First, yes I am a fan of some of the what people are calling "original" WED attractions. However, I don't totally agree with this entire moral superiority over something spring boarding from a movie versus something from a general genre.
There is a right way of doing things though and a wrong way. Marketing deciding to mandate a quick change for a few bucks obviously is not an original. At the opposite end of the spectrum I find it extremely hard to turn around and say Tony Baxter's vision for DLP wasn't original because he threw Tomorrowland and the Jules Verne's IP into a blender. The Nautilus walk through doesn't suddenly lose its lustre because he didn't reinvent the entire wheel from scratch and write his own story about a steam punk oceaneer. I don't look to Indy and think this isn't as original of an attraction as Pirates because someone produced a movie of it first. Likewise I don't look to Mysterious Island and think it is bogged down in its tie to literature.
The same things apply in my mind to an IP when imagineers are actually let loose to create something from scratch, just because there is an end goal request (i.e. please make a cake, or use Star Wars) doesn't suddenly mean the process can't be as original as them spontaneously deciding to make a cake on their own. The problem is when the recipe itself starts being passed from on high, not the IP request.
People are laser focused on the IP, that's really not the main issue though. It's when the creative reins are too ham fisted to save a few bucks.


Write the records below out in full, character for character, with no pictures.

• • • • •

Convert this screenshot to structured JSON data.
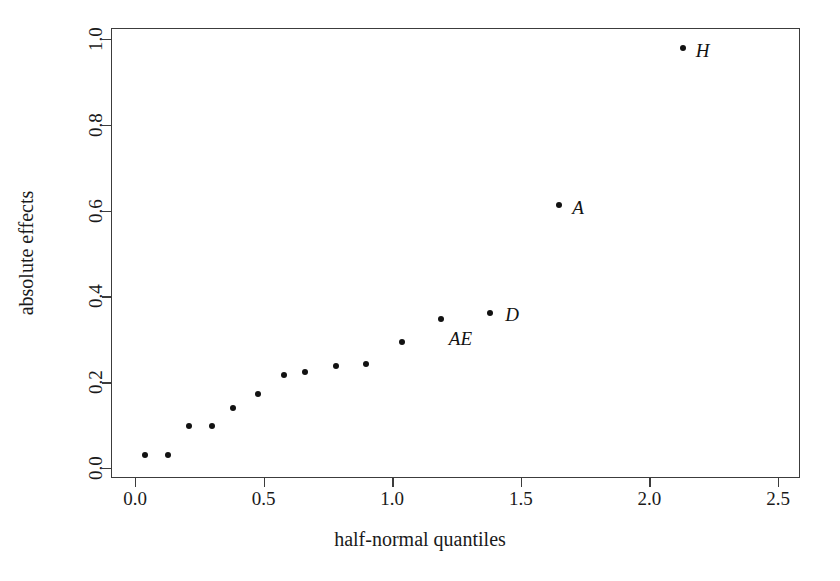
{
  "chart_data": {
    "type": "scatter",
    "title": "",
    "xlabel": "half-normal quantiles",
    "ylabel": "absolute effects",
    "xlim": [
      -0.06,
      2.62
    ],
    "ylim": [
      -0.023,
      1.028
    ],
    "xticks": [
      "0.0",
      "0.5",
      "1.0",
      "1.5",
      "2.0",
      "2.5"
    ],
    "xtick_values": [
      0.0,
      0.5,
      1.0,
      1.5,
      2.0,
      2.5
    ],
    "yticks": [
      "0.0",
      "0.2",
      "0.4",
      "0.6",
      "0.8",
      "1.0"
    ],
    "ytick_values": [
      0.0,
      0.2,
      0.4,
      0.6,
      0.8,
      1.0
    ],
    "grid": false,
    "legend": null,
    "marker": "filled-circle",
    "marker_color": "#121212",
    "axis_color": "#3c3c3c",
    "background": "#ffffff",
    "points": [
      {
        "x": 0.04,
        "y": 0.03,
        "label": ""
      },
      {
        "x": 0.13,
        "y": 0.03,
        "label": ""
      },
      {
        "x": 0.21,
        "y": 0.099,
        "label": ""
      },
      {
        "x": 0.3,
        "y": 0.099,
        "label": ""
      },
      {
        "x": 0.38,
        "y": 0.139,
        "label": ""
      },
      {
        "x": 0.48,
        "y": 0.173,
        "label": ""
      },
      {
        "x": 0.58,
        "y": 0.217,
        "label": ""
      },
      {
        "x": 0.66,
        "y": 0.224,
        "label": ""
      },
      {
        "x": 0.78,
        "y": 0.238,
        "label": ""
      },
      {
        "x": 0.9,
        "y": 0.243,
        "label": ""
      },
      {
        "x": 1.04,
        "y": 0.294,
        "label": ""
      },
      {
        "x": 1.19,
        "y": 0.347,
        "label": "AE"
      },
      {
        "x": 1.38,
        "y": 0.361,
        "label": "D"
      },
      {
        "x": 1.65,
        "y": 0.613,
        "label": "A"
      },
      {
        "x": 2.13,
        "y": 0.979,
        "label": "H"
      }
    ],
    "annotations": [
      {
        "text": "AE",
        "x": 1.22,
        "y": 0.3,
        "style": "italic"
      },
      {
        "text": "D",
        "x": 1.44,
        "y": 0.357,
        "style": "italic"
      },
      {
        "text": "A",
        "x": 1.7,
        "y": 0.605,
        "style": "italic"
      },
      {
        "text": "H",
        "x": 2.18,
        "y": 0.972,
        "style": "italic"
      }
    ]
  }
}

• • • • •

● Solution to the problem:
Convert this screenshot to structured JSON data.
{
  "chart_data": {
    "type": "scatter",
    "title": "",
    "xlabel": "half-normal quantiles",
    "ylabel": "absolute effects",
    "xlim": [
      -0.06,
      2.62
    ],
    "ylim": [
      -0.023,
      1.028
    ],
    "xticks": [
      "0.0",
      "0.5",
      "1.0",
      "1.5",
      "2.0",
      "2.5"
    ],
    "xtick_values": [
      0.0,
      0.5,
      1.0,
      1.5,
      2.0,
      2.5
    ],
    "yticks": [
      "0.0",
      "0.2",
      "0.4",
      "0.6",
      "0.8",
      "1.0"
    ],
    "ytick_values": [
      0.0,
      0.2,
      0.4,
      0.6,
      0.8,
      1.0
    ],
    "grid": false,
    "legend": null,
    "marker": "filled-circle",
    "marker_color": "#121212",
    "axis_color": "#3c3c3c",
    "background": "#ffffff",
    "points": [
      {
        "x": 0.04,
        "y": 0.03,
        "label": ""
      },
      {
        "x": 0.13,
        "y": 0.03,
        "label": ""
      },
      {
        "x": 0.21,
        "y": 0.099,
        "label": ""
      },
      {
        "x": 0.3,
        "y": 0.099,
        "label": ""
      },
      {
        "x": 0.38,
        "y": 0.139,
        "label": ""
      },
      {
        "x": 0.48,
        "y": 0.173,
        "label": ""
      },
      {
        "x": 0.58,
        "y": 0.217,
        "label": ""
      },
      {
        "x": 0.66,
        "y": 0.224,
        "label": ""
      },
      {
        "x": 0.78,
        "y": 0.238,
        "label": ""
      },
      {
        "x": 0.9,
        "y": 0.243,
        "label": ""
      },
      {
        "x": 1.04,
        "y": 0.294,
        "label": ""
      },
      {
        "x": 1.19,
        "y": 0.347,
        "label": "AE"
      },
      {
        "x": 1.38,
        "y": 0.361,
        "label": "D"
      },
      {
        "x": 1.65,
        "y": 0.613,
        "label": "A"
      },
      {
        "x": 2.13,
        "y": 0.979,
        "label": "H"
      }
    ],
    "annotations": [
      {
        "text": "AE",
        "x": 1.22,
        "y": 0.3,
        "style": "italic"
      },
      {
        "text": "D",
        "x": 1.44,
        "y": 0.357,
        "style": "italic"
      },
      {
        "text": "A",
        "x": 1.7,
        "y": 0.605,
        "style": "italic"
      },
      {
        "text": "H",
        "x": 2.18,
        "y": 0.972,
        "style": "italic"
      }
    ]
  }
}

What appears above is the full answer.